Q3.1: Speech compression techniques

Provided by Tony Robinson:

The aim of speech compression is to produce a compact representation of speech sounds such that when reconstructed it is perceived to be close to the original. The two main measures of closeness are intelligibility and naturalness.

The standard reference point is toll quality speech, this is the same as what would be expected over a telephone line, for example, speech coded at 8 kHz using 8 bit ulaw coding and a maximum frequency of about 3.3 kHz. This is a bit rate of 64 kbps, and as such represents a compressed form over (say) 16 bit, 16 kHz speech which is the standard in speech recognition work.

ulaw coding does not exploit the (normally large) sample to sample correlations found in speech. ADPCM is the next family of speech coding techniques, and does exploit this redundancy by using a simple linear filter to predict the next sample of speech. The resulting prediction error is typically quantised to 4 bits thus giving a bit rate of 32 kbps (see, for example, the software in Q3.3: 32 kbps ADPCM, G.711/721/723 Compression, shorten). The advantages of ADPCM are that is simple to implement and has very low delay.

To obtain more compression specific properties of the speech signal must be modelling. The main assumption is known as the source filter model of speech production. This assumes that a source (voicing or fricative excitation) is passed through a filter (the vocal tract response) to produce the speech. The simplest implementation of this is known as a LPC synthesiser (e.g. LPC10e). At every frame the speech is analysed to compute the filter coefficients, the energy of the excitation, a voicing decision, and a pitch value if voiced. At the decoder a regular set of pulses for voiced speech or white noise for unvoiced speech is passed through the linear filter and multiplied by the gain to produce the speech. This is a very efficient system and typically produces speech coded at 1200-2400bps. With clever acoustic vector prediction this can be reduced to 300-600bps. The disadvantages are a loss of naturalness over most of the speech and occasionally a loss of intelligibility.

The CELP family of coders compensates for the lack of quality of the simple LPC model by using more information in the excitation. Each of a set of codebook of excitation vectors is tried and the index of the one that best matches the original speech is transmitted. This results in an increase in the bit rate to typically 4800-9600bps. Most speech coding research is currently directed towards CELP coders. (See, for example, CELP 3.2a, a TMS implementation, a G.728 LD-CELP vocoder, and the L&H implementation.


Back to Section 3 of the comp.speech FAQ Home Page.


**THE PROBLEM**
Output exactly, and only, the stretch of lines beginning at the line with "Image is 644x308 pixels." and ending at the last line of the listing below. Drop the pictures.
--
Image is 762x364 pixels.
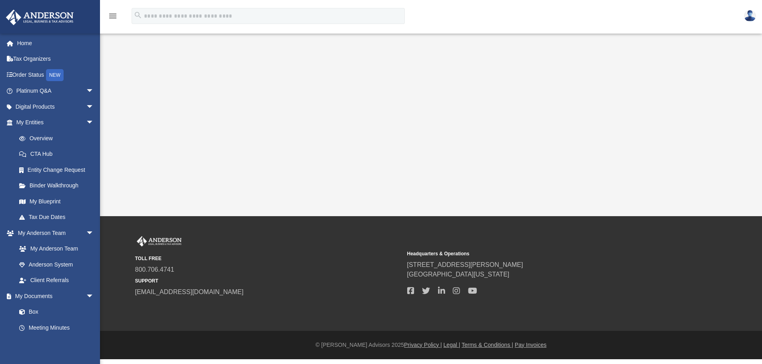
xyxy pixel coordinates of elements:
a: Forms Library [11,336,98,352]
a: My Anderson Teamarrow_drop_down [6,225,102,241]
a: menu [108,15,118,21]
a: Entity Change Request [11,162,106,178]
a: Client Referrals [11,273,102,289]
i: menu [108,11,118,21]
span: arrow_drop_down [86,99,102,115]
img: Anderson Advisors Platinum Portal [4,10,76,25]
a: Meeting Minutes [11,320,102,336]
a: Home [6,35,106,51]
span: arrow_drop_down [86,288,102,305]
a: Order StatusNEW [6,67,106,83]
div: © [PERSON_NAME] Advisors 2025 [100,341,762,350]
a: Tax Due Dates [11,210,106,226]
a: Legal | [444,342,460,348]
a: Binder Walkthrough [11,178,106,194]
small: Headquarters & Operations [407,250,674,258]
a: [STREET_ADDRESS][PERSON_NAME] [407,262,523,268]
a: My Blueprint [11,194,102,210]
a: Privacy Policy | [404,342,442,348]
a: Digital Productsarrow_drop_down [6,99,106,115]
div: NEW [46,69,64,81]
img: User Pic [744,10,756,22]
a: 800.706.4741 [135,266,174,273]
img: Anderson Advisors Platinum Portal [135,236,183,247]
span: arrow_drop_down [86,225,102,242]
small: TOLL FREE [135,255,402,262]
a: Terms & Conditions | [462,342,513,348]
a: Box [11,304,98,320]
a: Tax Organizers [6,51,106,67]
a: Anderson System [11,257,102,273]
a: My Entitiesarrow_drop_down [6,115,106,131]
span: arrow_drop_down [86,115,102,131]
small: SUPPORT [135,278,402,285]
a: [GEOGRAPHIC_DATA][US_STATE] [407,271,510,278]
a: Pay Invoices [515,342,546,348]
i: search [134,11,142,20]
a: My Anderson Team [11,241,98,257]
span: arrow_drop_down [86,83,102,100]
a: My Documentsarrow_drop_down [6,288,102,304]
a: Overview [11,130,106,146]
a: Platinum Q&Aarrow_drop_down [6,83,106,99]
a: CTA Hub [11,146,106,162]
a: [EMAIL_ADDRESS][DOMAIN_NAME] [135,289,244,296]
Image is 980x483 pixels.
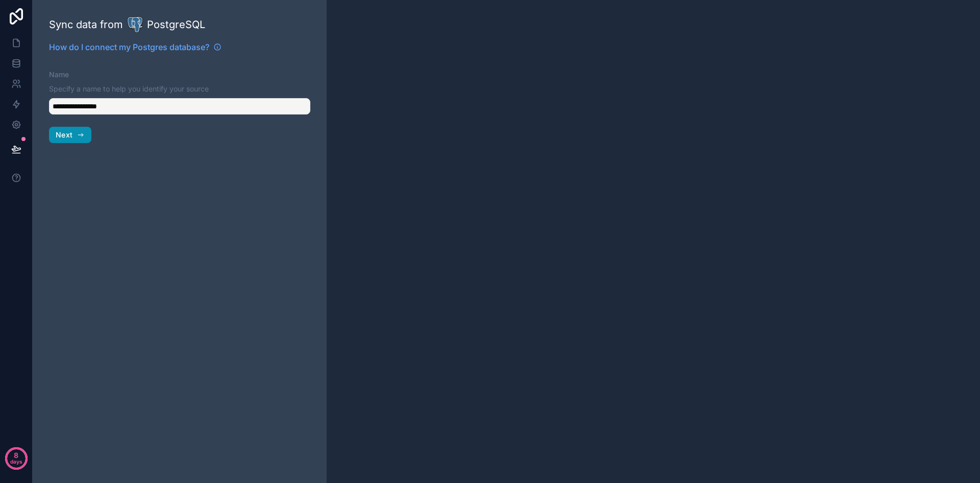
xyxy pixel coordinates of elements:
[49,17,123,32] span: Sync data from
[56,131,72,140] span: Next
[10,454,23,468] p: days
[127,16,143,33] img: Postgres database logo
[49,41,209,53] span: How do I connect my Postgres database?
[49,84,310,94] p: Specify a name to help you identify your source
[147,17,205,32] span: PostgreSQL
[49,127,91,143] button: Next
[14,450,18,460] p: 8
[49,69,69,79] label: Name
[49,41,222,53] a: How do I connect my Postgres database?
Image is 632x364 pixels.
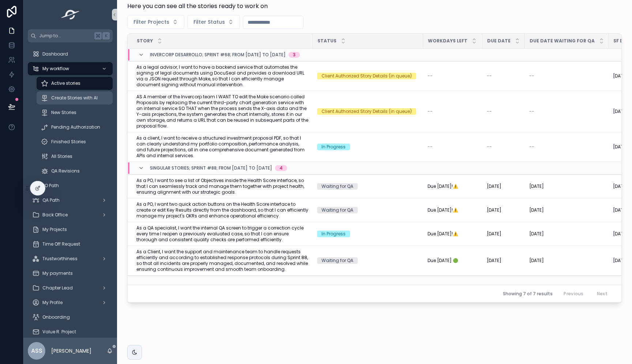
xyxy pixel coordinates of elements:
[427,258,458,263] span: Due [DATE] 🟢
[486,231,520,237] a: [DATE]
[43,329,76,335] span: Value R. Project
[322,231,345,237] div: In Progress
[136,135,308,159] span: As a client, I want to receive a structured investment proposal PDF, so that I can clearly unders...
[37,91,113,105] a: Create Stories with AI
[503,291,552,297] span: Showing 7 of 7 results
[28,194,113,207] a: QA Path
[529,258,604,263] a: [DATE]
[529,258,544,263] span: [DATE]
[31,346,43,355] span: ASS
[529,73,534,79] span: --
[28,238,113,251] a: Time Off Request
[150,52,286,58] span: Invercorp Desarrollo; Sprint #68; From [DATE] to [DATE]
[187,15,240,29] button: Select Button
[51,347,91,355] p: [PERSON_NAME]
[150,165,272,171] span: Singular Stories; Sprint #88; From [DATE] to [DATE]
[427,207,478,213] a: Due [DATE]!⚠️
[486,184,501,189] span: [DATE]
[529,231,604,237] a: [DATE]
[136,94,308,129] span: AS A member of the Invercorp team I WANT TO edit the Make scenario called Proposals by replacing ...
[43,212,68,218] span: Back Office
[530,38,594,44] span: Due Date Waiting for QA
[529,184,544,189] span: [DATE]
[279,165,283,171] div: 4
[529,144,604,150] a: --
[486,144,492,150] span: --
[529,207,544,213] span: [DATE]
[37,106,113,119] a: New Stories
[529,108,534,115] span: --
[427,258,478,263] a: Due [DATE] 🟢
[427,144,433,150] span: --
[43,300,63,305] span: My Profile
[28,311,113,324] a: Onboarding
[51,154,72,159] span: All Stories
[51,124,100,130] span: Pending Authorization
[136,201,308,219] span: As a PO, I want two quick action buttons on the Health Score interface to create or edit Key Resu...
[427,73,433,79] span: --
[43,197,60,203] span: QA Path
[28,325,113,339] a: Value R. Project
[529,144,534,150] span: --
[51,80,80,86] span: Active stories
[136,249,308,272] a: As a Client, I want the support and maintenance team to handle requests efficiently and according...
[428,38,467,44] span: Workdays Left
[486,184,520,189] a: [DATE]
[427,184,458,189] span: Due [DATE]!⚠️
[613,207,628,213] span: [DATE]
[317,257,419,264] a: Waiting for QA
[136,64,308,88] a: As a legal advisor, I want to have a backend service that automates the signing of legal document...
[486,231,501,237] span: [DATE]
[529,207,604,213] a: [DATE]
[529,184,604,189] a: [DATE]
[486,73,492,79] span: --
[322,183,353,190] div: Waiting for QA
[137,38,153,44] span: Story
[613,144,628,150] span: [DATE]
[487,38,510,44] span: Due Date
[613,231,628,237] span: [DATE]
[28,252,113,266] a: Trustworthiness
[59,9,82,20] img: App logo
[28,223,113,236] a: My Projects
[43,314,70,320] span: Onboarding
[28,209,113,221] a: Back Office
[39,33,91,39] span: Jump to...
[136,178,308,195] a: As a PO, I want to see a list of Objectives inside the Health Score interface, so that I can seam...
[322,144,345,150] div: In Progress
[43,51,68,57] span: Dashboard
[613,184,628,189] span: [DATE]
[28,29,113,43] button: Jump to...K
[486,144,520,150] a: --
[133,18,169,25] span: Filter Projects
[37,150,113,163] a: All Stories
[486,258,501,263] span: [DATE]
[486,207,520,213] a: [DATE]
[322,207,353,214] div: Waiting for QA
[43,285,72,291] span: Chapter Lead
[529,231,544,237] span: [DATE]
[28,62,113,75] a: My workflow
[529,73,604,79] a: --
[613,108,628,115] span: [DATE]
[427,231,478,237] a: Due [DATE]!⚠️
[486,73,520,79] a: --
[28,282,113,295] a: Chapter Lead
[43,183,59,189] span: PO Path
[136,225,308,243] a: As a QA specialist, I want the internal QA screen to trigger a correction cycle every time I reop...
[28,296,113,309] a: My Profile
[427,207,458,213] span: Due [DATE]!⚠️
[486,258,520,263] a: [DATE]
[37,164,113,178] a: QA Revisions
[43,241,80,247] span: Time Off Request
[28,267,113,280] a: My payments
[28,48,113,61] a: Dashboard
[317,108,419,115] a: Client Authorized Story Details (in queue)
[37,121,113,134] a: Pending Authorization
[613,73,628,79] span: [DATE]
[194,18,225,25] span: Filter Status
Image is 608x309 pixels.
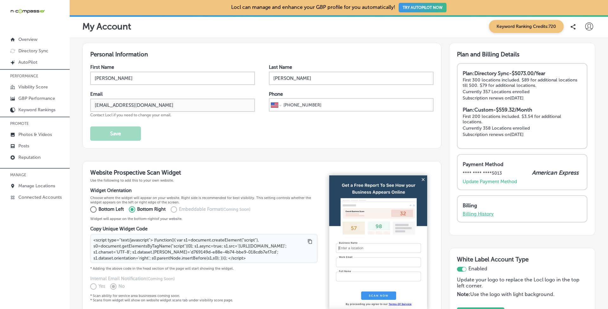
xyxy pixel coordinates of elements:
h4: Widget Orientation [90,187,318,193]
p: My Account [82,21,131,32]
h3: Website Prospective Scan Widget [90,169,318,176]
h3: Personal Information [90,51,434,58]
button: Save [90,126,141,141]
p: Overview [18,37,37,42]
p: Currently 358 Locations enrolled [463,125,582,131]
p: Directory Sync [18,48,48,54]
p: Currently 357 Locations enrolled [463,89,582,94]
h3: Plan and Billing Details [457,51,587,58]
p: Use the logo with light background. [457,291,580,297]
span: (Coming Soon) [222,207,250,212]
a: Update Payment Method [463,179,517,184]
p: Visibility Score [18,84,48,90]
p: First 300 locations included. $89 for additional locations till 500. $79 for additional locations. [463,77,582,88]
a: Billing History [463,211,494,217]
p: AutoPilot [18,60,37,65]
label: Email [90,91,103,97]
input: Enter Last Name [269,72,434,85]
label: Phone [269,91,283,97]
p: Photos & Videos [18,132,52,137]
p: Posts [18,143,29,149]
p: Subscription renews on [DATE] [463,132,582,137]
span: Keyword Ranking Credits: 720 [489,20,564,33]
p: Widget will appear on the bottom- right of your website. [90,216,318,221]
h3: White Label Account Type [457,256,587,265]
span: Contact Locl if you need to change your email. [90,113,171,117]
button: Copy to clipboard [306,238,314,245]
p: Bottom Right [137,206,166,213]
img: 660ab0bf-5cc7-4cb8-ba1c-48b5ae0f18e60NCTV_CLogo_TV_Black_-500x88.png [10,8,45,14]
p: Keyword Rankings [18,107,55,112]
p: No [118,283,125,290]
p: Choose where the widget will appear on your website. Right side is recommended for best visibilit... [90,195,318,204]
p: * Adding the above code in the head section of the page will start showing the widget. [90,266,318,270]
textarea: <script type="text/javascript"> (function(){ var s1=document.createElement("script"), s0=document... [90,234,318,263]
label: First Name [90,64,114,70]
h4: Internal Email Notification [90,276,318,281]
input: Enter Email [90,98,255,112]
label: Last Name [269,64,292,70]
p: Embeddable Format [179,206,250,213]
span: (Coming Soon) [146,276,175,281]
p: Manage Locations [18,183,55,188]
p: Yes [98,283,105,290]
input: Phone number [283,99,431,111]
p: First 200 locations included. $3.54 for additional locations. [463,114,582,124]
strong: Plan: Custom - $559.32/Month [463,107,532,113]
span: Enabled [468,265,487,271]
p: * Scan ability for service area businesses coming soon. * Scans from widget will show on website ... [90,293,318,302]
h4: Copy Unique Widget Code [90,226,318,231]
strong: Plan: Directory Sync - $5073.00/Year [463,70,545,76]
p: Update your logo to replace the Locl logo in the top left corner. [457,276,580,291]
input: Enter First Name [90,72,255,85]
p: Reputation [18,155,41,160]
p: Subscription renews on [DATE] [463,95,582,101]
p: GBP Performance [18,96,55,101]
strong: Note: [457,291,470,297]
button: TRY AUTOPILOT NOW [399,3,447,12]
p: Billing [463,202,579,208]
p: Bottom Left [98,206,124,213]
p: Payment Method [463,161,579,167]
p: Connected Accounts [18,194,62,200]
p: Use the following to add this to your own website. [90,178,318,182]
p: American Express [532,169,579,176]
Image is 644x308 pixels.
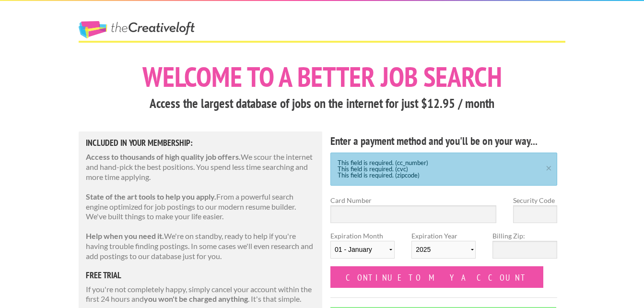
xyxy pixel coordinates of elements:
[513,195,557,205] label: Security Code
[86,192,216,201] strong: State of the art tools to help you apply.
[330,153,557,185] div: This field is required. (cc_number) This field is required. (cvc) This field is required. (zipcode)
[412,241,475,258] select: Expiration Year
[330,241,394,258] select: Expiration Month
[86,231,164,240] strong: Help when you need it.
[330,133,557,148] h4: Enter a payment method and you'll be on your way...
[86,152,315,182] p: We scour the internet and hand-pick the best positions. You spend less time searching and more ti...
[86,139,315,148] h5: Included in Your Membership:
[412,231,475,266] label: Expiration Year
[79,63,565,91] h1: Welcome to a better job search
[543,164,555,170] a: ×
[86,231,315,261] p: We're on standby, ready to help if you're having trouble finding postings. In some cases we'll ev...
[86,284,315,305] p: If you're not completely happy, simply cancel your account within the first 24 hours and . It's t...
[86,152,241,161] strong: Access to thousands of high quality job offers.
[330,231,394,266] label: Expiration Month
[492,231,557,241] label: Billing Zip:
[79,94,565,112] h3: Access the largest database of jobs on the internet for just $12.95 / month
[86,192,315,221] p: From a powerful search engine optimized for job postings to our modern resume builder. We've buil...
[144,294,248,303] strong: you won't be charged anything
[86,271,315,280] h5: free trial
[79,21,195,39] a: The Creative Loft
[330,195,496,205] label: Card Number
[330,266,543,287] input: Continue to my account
--
**ANSWER**
Image is 644x308 pixels.
xyxy pixel coordinates of elements:
[513,195,557,205] label: Security Code
[86,192,216,201] strong: State of the art tools to help you apply.
[330,153,557,185] div: This field is required. (cc_number) This field is required. (cvc) This field is required. (zipcode)
[412,241,475,258] select: Expiration Year
[330,241,394,258] select: Expiration Month
[86,231,164,240] strong: Help when you need it.
[330,133,557,148] h4: Enter a payment method and you'll be on your way...
[86,152,315,182] p: We scour the internet and hand-pick the best positions. You spend less time searching and more ti...
[86,139,315,148] h5: Included in Your Membership:
[412,231,475,266] label: Expiration Year
[79,63,565,91] h1: Welcome to a better job search
[543,164,555,170] a: ×
[86,231,315,261] p: We're on standby, ready to help if you're having trouble finding postings. In some cases we'll ev...
[86,284,315,305] p: If you're not completely happy, simply cancel your account within the first 24 hours and . It's t...
[86,152,241,161] strong: Access to thousands of high quality job offers.
[330,231,394,266] label: Expiration Month
[492,231,557,241] label: Billing Zip:
[79,94,565,112] h3: Access the largest database of jobs on the internet for just $12.95 / month
[86,192,315,221] p: From a powerful search engine optimized for job postings to our modern resume builder. We've buil...
[144,294,248,303] strong: you won't be charged anything
[86,271,315,280] h5: free trial
[79,21,195,39] a: The Creative Loft
[330,195,496,205] label: Card Number
[330,266,543,287] input: Continue to my account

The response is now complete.